Felix Salmon writes,

Stanford was willing to spend hundreds of millions of dollars building a new physical campus in New York City — but it isn’t willing, it seems, to help Thrun build a free virtual campus which could reach the whole world. That’s a dereliction of its educational duty. But where Stanford has failed, surely some other elite university will step in. Thrun is taking a bold step here. Let’s hope he soon gets the support, if not of Stanford, then of some other college. Like Harvard, or Yale, or Oxford, or Cambridge. They’re exclusive places now. But they don’t have to be, in the future.

Read the whole thing. Pointer from Alex Tabarrok. Salmon is referring to Sebastian Thrun, who co-created the Stanford online artificial intelligence course.

My reaction to Thrun working independently is to celebrate rather than lament. Do I want the future of education to be tied to Stanford, Harvard, etc.? Absolutely not. I want to see educational disintermediation, in which students and teachers connect directly. With disintermediation, we will need new ways to identify quality teachers and successful students. Just as on the Internet search engines needed to figure out how to identify quality web sites and online market sites needed to figure out how to identify quality sellers. Let’s develop new reputation systems for new teaching methods, rather than try to bolt the old Ivy League brands on to educational innovation.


### TRY IT
Every record must be repeated exactly; omit any pictures they contain.

### DATA FOR THIS EXERCISE

--*--

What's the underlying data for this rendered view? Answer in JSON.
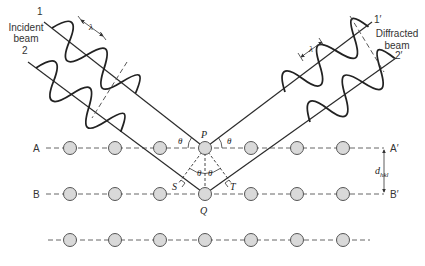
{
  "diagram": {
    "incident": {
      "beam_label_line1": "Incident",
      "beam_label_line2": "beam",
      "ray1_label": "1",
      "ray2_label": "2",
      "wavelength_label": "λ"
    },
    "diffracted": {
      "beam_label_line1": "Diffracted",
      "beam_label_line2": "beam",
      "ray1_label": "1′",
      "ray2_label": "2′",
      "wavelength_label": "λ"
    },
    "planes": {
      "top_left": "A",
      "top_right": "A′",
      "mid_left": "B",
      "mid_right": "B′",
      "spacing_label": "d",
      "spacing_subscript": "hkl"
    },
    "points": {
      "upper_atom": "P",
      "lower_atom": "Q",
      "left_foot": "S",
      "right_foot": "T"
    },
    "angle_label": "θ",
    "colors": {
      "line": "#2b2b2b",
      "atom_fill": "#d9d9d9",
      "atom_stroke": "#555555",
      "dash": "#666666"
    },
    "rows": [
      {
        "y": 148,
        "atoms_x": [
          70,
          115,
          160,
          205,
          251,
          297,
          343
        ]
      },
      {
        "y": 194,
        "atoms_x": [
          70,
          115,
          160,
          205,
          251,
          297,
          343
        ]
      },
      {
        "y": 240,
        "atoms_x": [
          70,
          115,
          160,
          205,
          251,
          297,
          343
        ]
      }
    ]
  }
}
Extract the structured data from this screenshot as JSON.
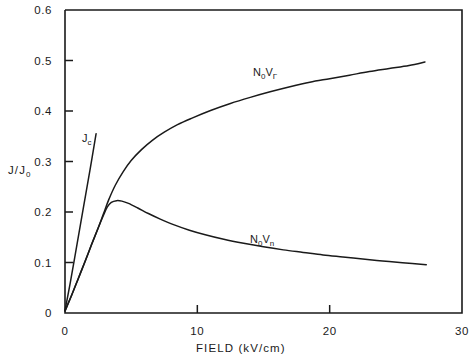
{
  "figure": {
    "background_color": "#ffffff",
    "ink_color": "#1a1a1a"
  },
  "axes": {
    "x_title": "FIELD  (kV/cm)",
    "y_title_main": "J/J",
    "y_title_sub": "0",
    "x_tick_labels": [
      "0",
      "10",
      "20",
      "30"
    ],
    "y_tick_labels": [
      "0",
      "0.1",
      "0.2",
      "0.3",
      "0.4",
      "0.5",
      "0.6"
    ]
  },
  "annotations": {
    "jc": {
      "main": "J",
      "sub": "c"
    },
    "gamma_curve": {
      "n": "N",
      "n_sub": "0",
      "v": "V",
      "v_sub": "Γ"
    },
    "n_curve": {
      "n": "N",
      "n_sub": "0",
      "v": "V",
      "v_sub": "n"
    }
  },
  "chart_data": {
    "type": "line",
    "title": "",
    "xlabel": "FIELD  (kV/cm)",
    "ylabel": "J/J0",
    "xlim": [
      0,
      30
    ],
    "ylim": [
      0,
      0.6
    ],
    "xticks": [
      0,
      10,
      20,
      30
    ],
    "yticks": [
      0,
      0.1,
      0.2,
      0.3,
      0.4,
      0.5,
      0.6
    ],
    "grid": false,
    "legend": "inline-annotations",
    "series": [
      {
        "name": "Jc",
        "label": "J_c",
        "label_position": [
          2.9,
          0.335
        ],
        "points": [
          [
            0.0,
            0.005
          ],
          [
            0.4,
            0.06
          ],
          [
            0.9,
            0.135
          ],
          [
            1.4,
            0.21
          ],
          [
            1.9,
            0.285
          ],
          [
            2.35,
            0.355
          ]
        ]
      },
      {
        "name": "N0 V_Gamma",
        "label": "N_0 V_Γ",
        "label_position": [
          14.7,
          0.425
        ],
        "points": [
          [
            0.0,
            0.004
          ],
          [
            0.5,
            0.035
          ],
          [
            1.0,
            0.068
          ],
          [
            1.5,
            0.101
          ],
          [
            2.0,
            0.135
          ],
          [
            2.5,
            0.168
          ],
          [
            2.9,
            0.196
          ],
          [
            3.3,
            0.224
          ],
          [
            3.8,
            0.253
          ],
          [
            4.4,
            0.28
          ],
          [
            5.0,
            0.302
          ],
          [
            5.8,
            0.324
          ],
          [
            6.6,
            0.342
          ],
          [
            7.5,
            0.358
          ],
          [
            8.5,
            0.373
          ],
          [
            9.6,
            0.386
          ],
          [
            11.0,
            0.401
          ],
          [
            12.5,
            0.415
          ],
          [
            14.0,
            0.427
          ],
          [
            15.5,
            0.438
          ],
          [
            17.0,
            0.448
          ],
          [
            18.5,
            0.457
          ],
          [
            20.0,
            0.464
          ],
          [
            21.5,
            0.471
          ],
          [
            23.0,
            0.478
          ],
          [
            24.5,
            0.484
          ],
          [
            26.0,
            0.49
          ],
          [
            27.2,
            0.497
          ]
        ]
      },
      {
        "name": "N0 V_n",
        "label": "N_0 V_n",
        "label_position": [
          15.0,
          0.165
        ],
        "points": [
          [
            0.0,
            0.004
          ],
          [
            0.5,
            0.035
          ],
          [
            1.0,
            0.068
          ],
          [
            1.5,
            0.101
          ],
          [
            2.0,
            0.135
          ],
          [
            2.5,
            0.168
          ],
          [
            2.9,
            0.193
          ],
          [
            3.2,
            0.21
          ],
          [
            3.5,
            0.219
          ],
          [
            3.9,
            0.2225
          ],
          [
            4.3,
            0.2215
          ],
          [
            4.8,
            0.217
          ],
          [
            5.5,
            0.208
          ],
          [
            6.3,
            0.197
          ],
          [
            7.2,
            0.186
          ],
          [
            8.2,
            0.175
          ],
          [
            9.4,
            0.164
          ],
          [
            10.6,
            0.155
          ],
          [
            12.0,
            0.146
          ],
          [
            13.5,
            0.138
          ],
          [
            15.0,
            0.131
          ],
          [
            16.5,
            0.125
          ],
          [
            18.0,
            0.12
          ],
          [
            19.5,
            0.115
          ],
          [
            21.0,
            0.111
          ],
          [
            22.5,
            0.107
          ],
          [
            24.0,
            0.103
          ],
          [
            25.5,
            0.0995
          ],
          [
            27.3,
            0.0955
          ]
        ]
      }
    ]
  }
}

--*--

### ANSWER TO THIS PROBLEM
What's the underlying data for this rendered view? Answer in JSON.
{
  "diagram": {
    "incident": {
      "beam_label_line1": "Incident",
      "beam_label_line2": "beam",
      "ray1_label": "1",
      "ray2_label": "2",
      "wavelength_label": "λ"
    },
    "diffracted": {
      "beam_label_line1": "Diffracted",
      "beam_label_line2": "beam",
      "ray1_label": "1′",
      "ray2_label": "2′",
      "wavelength_label": "λ"
    },
    "planes": {
      "top_left": "A",
      "top_right": "A′",
      "mid_left": "B",
      "mid_right": "B′",
      "spacing_label": "d",
      "spacing_subscript": "hkl"
    },
    "points": {
      "upper_atom": "P",
      "lower_atom": "Q",
      "left_foot": "S",
      "right_foot": "T"
    },
    "angle_label": "θ",
    "colors": {
      "line": "#2b2b2b",
      "atom_fill": "#d9d9d9",
      "atom_stroke": "#555555",
      "dash": "#666666"
    },
    "rows": [
      {
        "y": 148,
        "atoms_x": [
          70,
          115,
          160,
          205,
          251,
          297,
          343
        ]
      },
      {
        "y": 194,
        "atoms_x": [
          70,
          115,
          160,
          205,
          251,
          297,
          343
        ]
      },
      {
        "y": 240,
        "atoms_x": [
          70,
          115,
          160,
          205,
          251,
          297,
          343
        ]
      }
    ]
  }
}
Extract the structured data from this screenshot as JSON.
{
  "figure": {
    "background_color": "#ffffff",
    "ink_color": "#1a1a1a"
  },
  "axes": {
    "x_title": "FIELD  (kV/cm)",
    "y_title_main": "J/J",
    "y_title_sub": "0",
    "x_tick_labels": [
      "0",
      "10",
      "20",
      "30"
    ],
    "y_tick_labels": [
      "0",
      "0.1",
      "0.2",
      "0.3",
      "0.4",
      "0.5",
      "0.6"
    ]
  },
  "annotations": {
    "jc": {
      "main": "J",
      "sub": "c"
    },
    "gamma_curve": {
      "n": "N",
      "n_sub": "0",
      "v": "V",
      "v_sub": "Γ"
    },
    "n_curve": {
      "n": "N",
      "n_sub": "0",
      "v": "V",
      "v_sub": "n"
    }
  },
  "chart_data": {
    "type": "line",
    "title": "",
    "xlabel": "FIELD  (kV/cm)",
    "ylabel": "J/J0",
    "xlim": [
      0,
      30
    ],
    "ylim": [
      0,
      0.6
    ],
    "xticks": [
      0,
      10,
      20,
      30
    ],
    "yticks": [
      0,
      0.1,
      0.2,
      0.3,
      0.4,
      0.5,
      0.6
    ],
    "grid": false,
    "legend": "inline-annotations",
    "series": [
      {
        "name": "Jc",
        "label": "J_c",
        "label_position": [
          2.9,
          0.335
        ],
        "points": [
          [
            0.0,
            0.005
          ],
          [
            0.4,
            0.06
          ],
          [
            0.9,
            0.135
          ],
          [
            1.4,
            0.21
          ],
          [
            1.9,
            0.285
          ],
          [
            2.35,
            0.355
          ]
        ]
      },
      {
        "name": "N0 V_Gamma",
        "label": "N_0 V_Γ",
        "label_position": [
          14.7,
          0.425
        ],
        "points": [
          [
            0.0,
            0.004
          ],
          [
            0.5,
            0.035
          ],
          [
            1.0,
            0.068
          ],
          [
            1.5,
            0.101
          ],
          [
            2.0,
            0.135
          ],
          [
            2.5,
            0.168
          ],
          [
            2.9,
            0.196
          ],
          [
            3.3,
            0.224
          ],
          [
            3.8,
            0.253
          ],
          [
            4.4,
            0.28
          ],
          [
            5.0,
            0.302
          ],
          [
            5.8,
            0.324
          ],
          [
            6.6,
            0.342
          ],
          [
            7.5,
            0.358
          ],
          [
            8.5,
            0.373
          ],
          [
            9.6,
            0.386
          ],
          [
            11.0,
            0.401
          ],
          [
            12.5,
            0.415
          ],
          [
            14.0,
            0.427
          ],
          [
            15.5,
            0.438
          ],
          [
            17.0,
            0.448
          ],
          [
            18.5,
            0.457
          ],
          [
            20.0,
            0.464
          ],
          [
            21.5,
            0.471
          ],
          [
            23.0,
            0.478
          ],
          [
            24.5,
            0.484
          ],
          [
            26.0,
            0.49
          ],
          [
            27.2,
            0.497
          ]
        ]
      },
      {
        "name": "N0 V_n",
        "label": "N_0 V_n",
        "label_position": [
          15.0,
          0.165
        ],
        "points": [
          [
            0.0,
            0.004
          ],
          [
            0.5,
            0.035
          ],
          [
            1.0,
            0.068
          ],
          [
            1.5,
            0.101
          ],
          [
            2.0,
            0.135
          ],
          [
            2.5,
            0.168
          ],
          [
            2.9,
            0.193
          ],
          [
            3.2,
            0.21
          ],
          [
            3.5,
            0.219
          ],
          [
            3.9,
            0.2225
          ],
          [
            4.3,
            0.2215
          ],
          [
            4.8,
            0.217
          ],
          [
            5.5,
            0.208
          ],
          [
            6.3,
            0.197
          ],
          [
            7.2,
            0.186
          ],
          [
            8.2,
            0.175
          ],
          [
            9.4,
            0.164
          ],
          [
            10.6,
            0.155
          ],
          [
            12.0,
            0.146
          ],
          [
            13.5,
            0.138
          ],
          [
            15.0,
            0.131
          ],
          [
            16.5,
            0.125
          ],
          [
            18.0,
            0.12
          ],
          [
            19.5,
            0.115
          ],
          [
            21.0,
            0.111
          ],
          [
            22.5,
            0.107
          ],
          [
            24.0,
            0.103
          ],
          [
            25.5,
            0.0995
          ],
          [
            27.3,
            0.0955
          ]
        ]
      }
    ]
  }
}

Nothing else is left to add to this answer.